5 minutes

Humans can only see a tiny portion of the light that surrounds them. That’s why, even though there are millions of gradients of almost as many colours, we can only identify seven colours in the rainbow. That happens either because each colour bleeds imperceptibly into one another with no boundary or due to the fact that the human eye is blind to the other tones created by the sun shower. In other words, they become invisible.

All electromagnetic radiation is light but when the eye stares at at the rainbow, it is only capable of capturing a small portion of that radiation dispersed into red, orange, yellow, green, blue, indigo and violet. The size of the radiation emission is what defines the brightness of the colours – for example, violet has the shortest wavelength, at around 380 nanometres, and red has the longest wavelength, at around 700 nanometres.

TRICKY ILLUSION

Vision is widely accepted as our most dominant sense but people tend to mistake it for visual acuity, which is the ability to see letters in a chart, for instance. That is just a part of vision, not the whole thing. Vision is the process of understanding what is captured by the senses and deriving a meaning from it. Of course, it all starts with light hitting the objects and reflecting off them into our eyes. Without light, there would be no sight. However, it is our brain that actually perceives and builds the reality – or realities, since the doors of perception have as many keys as eyes and brains.

People don’t always know what they see, though they tend to see what they know. Sometimes they believe the eye plays tricks on them. But it’s not its fault. It’s a disagreement between the eye and the brain that generates a visual – more than an optical – illusion, as it has more to do with how the brain works and less with the optics. A visual illusion is a phenomenon in which our subjective perception doesn’t match the physical reality of the world.

Aristotle once said:
“Our senses can be trusted but they can be easily fooled.”

Is it a rabbit or a duck? People who can flip between both images faster are believed to be more creative.

The classic rabbit-duck illusion is one of the most controversial. The ambiguous figure in which the brain switches between seeing a rabbit and a duck was created by an anonymous illustrator in the late 19th century in Germany, and first published in 1892 in the humour magazine “Fliegende Blätter”. American psychologist Joseph Jastrow used it eight years later to point out that perception is not just a product of the stimulus, but also of mental activity. Curiously enough, children tested on Easter Sunday are more likely to see a rabbit, whereas when tested on a Sunday in October, they tend to see a duck. Beyond their amusement value, illusions are important tools in visual research to help scientists understand how the visual system works.

SEEING BEYOND THE VISION

The brain puts the pieces together and makes sense of the information that comes through the eye to help us perceive the reality but they, alone, can’t give it the full picture. Humans’ experience of the world is a multisensory one. Our senses work closely together h in a cognitive construction structured perception of the mind to process the surrounding reality. Sometimes, one manipulates what other perceives, like when the colour of food influences smell or taste.

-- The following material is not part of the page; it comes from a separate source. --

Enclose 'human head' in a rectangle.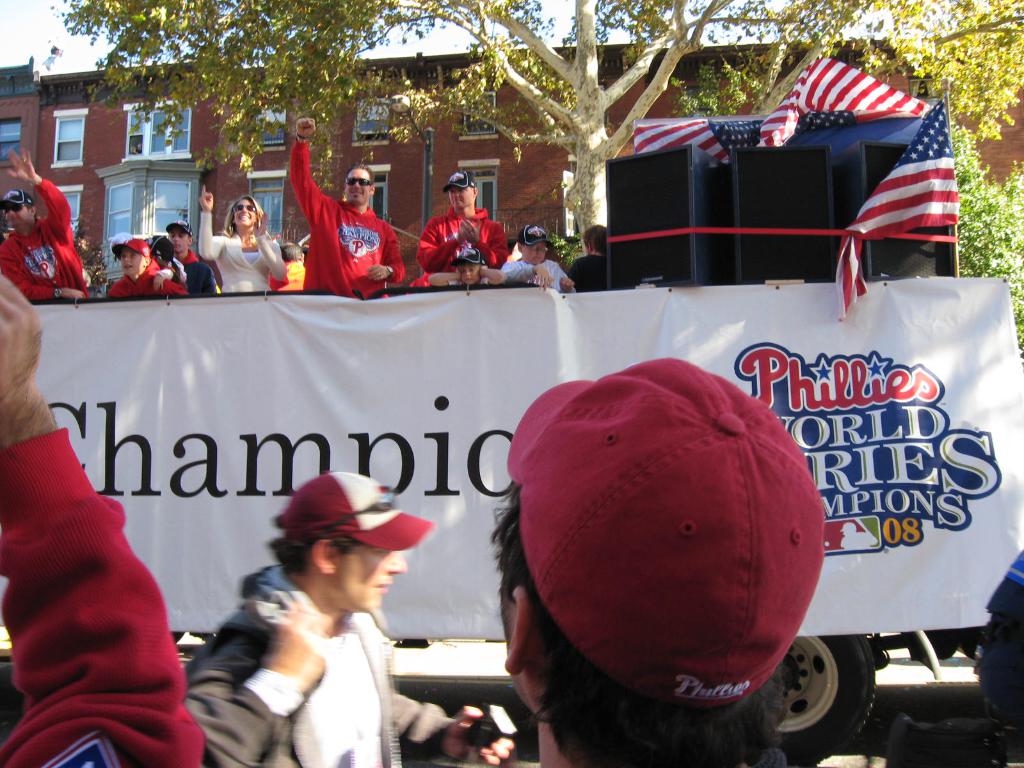
bbox(449, 244, 488, 288).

And, sometimes – luckily, fewer times – the even cross themselves, as in Synaesthesia, a cross wiring of the senses that makes someone see colours when hearing noises, for example. There’s believed to be more than the basic five: eyesight, hearing, taste, touch and smell. However, that principle, often traced back to Aristotle’s “De Anima” (“On the Soul”) persists, because a clearer idea of our sensory experience at the neurological level has only recently started to take shape.

Into the Mind’s Eye
The brain makes sense of the information that comes through the eye to give us the full picture.

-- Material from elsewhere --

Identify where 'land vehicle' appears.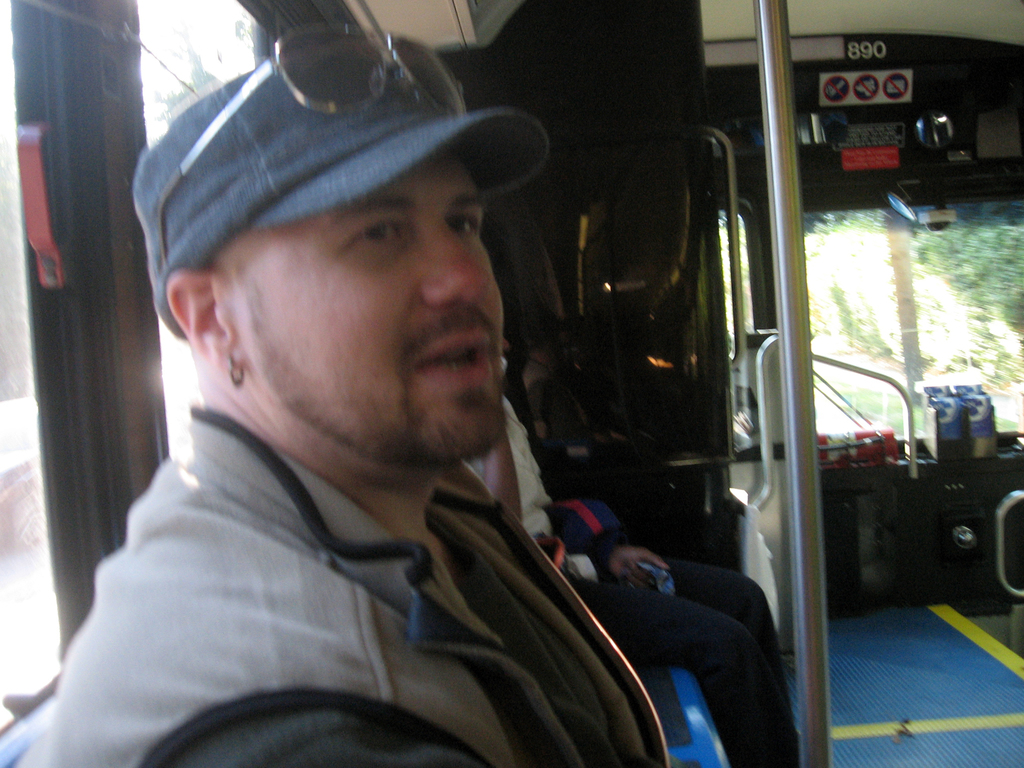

In addition to the traditional big five, there is another sense that is critical for the control of our movements and our sense of self and space: this sense is called proprioception (from Latin proprius, meaning “one’s own”, “individual”, and capio, capere, to take or grasp). The ability to touch one’s nose in the darkness is a subject of proprioception, often referred as to “sixth sense”. Some researchers might take the definition of sense further to argue that the senses should be defined by the types of receptors we have, a different sensor meaning a different sense.

Splitting the senses in that way would make it even more complex, considering, for instance, humans have over 1,000 distinct olfactory receptors tuned to different odorous molecules to help them discriminate among 1 trillion different odours. Therefore, should each one count as a different sense?

THE MISSING FILE

A blind spot, also called scotoma, is an obscurity of the visual field due to the lack of photoreceptor cells. This tiny area, about the size of a pinhead, is where the optic nerve and blood vessels leave the eye. Without photoreceptor cells, the eye cannot detect light and send any information about the image to the brain. We don’t usually notice it because the brain typically fills in the missing data it needs, based on the images surrounding the blind spot.